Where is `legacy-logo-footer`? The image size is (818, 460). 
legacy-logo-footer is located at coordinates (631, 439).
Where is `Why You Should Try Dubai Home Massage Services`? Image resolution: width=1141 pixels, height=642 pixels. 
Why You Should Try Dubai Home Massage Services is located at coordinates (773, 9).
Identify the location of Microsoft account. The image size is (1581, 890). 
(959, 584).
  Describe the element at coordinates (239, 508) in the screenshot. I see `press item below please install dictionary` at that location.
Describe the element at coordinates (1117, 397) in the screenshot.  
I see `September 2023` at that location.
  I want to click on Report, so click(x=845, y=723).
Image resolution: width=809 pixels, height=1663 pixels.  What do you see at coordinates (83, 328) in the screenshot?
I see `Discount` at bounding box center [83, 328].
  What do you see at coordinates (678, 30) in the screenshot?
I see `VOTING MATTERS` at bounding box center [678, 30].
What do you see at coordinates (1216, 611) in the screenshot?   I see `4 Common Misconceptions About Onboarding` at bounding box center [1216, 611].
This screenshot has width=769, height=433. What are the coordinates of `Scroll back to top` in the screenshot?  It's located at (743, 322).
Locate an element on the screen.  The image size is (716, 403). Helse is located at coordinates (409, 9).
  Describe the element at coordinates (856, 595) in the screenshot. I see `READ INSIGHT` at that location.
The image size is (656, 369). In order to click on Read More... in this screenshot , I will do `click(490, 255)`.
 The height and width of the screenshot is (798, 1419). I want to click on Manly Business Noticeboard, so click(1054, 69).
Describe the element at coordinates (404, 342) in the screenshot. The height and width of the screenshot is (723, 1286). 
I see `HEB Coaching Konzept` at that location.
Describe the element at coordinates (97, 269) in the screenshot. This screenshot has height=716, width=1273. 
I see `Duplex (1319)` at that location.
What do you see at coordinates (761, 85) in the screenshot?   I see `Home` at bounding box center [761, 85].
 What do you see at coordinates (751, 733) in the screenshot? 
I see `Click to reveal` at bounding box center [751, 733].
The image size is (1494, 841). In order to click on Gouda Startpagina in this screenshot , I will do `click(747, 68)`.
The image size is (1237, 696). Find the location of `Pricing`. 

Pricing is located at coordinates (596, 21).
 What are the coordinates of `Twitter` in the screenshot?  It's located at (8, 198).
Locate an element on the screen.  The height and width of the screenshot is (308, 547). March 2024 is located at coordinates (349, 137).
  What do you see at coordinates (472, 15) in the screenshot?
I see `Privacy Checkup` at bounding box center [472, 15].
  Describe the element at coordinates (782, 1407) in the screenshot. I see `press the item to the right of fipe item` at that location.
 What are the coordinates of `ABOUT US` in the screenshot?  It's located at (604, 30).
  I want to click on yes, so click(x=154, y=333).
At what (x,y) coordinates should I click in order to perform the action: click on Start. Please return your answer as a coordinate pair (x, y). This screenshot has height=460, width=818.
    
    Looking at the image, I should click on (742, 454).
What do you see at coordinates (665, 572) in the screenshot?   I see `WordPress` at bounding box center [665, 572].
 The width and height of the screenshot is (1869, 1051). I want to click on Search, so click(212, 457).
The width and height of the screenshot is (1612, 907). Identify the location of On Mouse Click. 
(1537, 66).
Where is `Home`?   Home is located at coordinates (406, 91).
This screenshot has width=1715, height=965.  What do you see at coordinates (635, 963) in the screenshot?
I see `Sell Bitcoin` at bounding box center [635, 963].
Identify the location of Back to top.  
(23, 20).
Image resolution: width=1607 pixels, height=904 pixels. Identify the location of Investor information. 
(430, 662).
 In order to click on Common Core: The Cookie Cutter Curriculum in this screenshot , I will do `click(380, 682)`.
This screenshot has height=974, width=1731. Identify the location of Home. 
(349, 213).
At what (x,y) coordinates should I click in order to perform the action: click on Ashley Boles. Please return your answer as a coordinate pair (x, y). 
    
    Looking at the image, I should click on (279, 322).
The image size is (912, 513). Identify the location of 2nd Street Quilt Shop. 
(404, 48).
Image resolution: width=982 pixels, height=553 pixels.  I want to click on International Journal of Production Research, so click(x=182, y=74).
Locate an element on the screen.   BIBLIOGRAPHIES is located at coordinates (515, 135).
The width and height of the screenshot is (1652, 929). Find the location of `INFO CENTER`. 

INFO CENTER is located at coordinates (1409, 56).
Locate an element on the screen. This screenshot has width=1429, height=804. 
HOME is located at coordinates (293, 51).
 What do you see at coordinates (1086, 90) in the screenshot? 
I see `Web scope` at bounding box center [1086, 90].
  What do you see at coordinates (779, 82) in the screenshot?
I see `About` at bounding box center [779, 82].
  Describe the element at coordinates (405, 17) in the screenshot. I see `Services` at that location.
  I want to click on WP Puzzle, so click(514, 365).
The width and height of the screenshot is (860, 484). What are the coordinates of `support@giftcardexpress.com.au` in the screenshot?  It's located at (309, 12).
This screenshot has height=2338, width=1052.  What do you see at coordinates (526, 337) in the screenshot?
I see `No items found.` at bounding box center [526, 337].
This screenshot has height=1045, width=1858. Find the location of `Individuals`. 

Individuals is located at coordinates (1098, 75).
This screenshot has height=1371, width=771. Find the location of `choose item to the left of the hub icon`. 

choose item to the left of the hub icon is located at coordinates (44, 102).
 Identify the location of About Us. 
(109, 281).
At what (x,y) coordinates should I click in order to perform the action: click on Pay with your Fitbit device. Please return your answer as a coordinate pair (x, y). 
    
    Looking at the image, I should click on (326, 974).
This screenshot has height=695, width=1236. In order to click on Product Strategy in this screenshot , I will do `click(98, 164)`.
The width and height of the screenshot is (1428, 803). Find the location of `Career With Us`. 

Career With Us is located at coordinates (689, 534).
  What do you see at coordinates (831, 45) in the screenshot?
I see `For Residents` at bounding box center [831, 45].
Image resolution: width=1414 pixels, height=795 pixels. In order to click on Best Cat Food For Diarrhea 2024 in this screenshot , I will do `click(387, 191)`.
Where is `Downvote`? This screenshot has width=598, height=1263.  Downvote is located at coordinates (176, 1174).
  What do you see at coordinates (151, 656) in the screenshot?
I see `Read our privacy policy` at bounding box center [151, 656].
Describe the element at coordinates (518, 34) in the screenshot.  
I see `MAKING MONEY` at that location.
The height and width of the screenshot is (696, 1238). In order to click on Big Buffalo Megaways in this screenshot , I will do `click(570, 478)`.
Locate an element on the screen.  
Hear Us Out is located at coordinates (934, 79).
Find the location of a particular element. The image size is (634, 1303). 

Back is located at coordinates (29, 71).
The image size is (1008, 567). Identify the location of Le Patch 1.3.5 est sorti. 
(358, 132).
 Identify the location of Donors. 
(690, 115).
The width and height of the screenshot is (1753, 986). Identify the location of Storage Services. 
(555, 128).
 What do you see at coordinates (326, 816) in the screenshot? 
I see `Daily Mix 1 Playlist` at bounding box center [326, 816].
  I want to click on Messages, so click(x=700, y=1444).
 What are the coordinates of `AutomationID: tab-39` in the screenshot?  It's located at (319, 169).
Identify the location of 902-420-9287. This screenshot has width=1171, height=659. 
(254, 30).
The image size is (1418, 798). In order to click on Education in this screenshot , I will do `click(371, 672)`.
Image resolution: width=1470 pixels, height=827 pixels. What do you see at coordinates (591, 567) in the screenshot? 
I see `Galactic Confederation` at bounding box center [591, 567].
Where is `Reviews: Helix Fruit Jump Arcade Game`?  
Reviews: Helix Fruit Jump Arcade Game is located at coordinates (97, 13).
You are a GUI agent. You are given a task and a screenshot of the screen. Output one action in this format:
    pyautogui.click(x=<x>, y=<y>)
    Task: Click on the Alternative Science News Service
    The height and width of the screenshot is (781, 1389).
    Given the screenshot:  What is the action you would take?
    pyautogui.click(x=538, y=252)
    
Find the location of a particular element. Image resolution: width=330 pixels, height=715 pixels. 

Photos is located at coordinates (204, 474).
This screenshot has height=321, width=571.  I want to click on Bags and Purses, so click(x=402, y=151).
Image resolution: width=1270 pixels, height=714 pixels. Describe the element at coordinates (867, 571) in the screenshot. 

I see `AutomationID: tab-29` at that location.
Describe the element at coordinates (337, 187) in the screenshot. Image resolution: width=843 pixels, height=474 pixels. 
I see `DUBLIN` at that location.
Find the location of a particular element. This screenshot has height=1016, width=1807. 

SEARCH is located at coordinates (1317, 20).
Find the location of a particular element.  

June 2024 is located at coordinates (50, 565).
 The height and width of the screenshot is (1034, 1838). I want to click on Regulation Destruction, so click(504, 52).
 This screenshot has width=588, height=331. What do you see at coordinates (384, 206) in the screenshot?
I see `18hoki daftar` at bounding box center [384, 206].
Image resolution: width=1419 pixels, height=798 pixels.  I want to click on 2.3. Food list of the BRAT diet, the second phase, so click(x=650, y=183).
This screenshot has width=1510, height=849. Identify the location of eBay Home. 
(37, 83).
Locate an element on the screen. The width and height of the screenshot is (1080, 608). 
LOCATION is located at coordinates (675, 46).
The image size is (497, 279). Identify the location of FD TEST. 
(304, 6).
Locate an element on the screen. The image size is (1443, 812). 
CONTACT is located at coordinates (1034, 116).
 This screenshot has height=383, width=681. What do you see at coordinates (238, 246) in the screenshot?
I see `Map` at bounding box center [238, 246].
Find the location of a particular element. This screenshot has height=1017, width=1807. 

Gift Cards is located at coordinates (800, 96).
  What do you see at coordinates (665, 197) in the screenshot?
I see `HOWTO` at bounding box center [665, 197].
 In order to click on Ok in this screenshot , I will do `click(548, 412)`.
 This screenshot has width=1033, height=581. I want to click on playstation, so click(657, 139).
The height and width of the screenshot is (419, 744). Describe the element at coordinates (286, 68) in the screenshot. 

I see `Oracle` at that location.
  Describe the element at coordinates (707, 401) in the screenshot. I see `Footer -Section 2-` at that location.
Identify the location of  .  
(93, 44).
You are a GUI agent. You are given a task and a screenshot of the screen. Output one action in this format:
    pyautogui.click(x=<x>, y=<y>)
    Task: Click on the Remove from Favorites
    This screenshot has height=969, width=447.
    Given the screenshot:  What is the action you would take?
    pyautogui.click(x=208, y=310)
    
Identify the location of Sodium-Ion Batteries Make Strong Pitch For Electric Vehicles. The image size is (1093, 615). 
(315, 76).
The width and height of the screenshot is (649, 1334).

> How to complete this task
Beginning at the line that holds "The height and width of the screenshot is (419, 744).", reproduce each line of the records above down to and including the last one.

> Reply
The height and width of the screenshot is (419, 744). Describe the element at coordinates (286, 68) in the screenshot. 

I see `Oracle` at that location.
  Describe the element at coordinates (707, 401) in the screenshot. I see `Footer -Section 2-` at that location.
Identify the location of  .  
(93, 44).
You are a GUI agent. You are given a task and a screenshot of the screen. Output one action in this format:
    pyautogui.click(x=<x>, y=<y>)
    Task: Click on the Remove from Favorites
    This screenshot has height=969, width=447.
    Given the screenshot:  What is the action you would take?
    pyautogui.click(x=208, y=310)
    
Identify the location of Sodium-Ion Batteries Make Strong Pitch For Electric Vehicles. The image size is (1093, 615). 
(315, 76).
The width and height of the screenshot is (649, 1334).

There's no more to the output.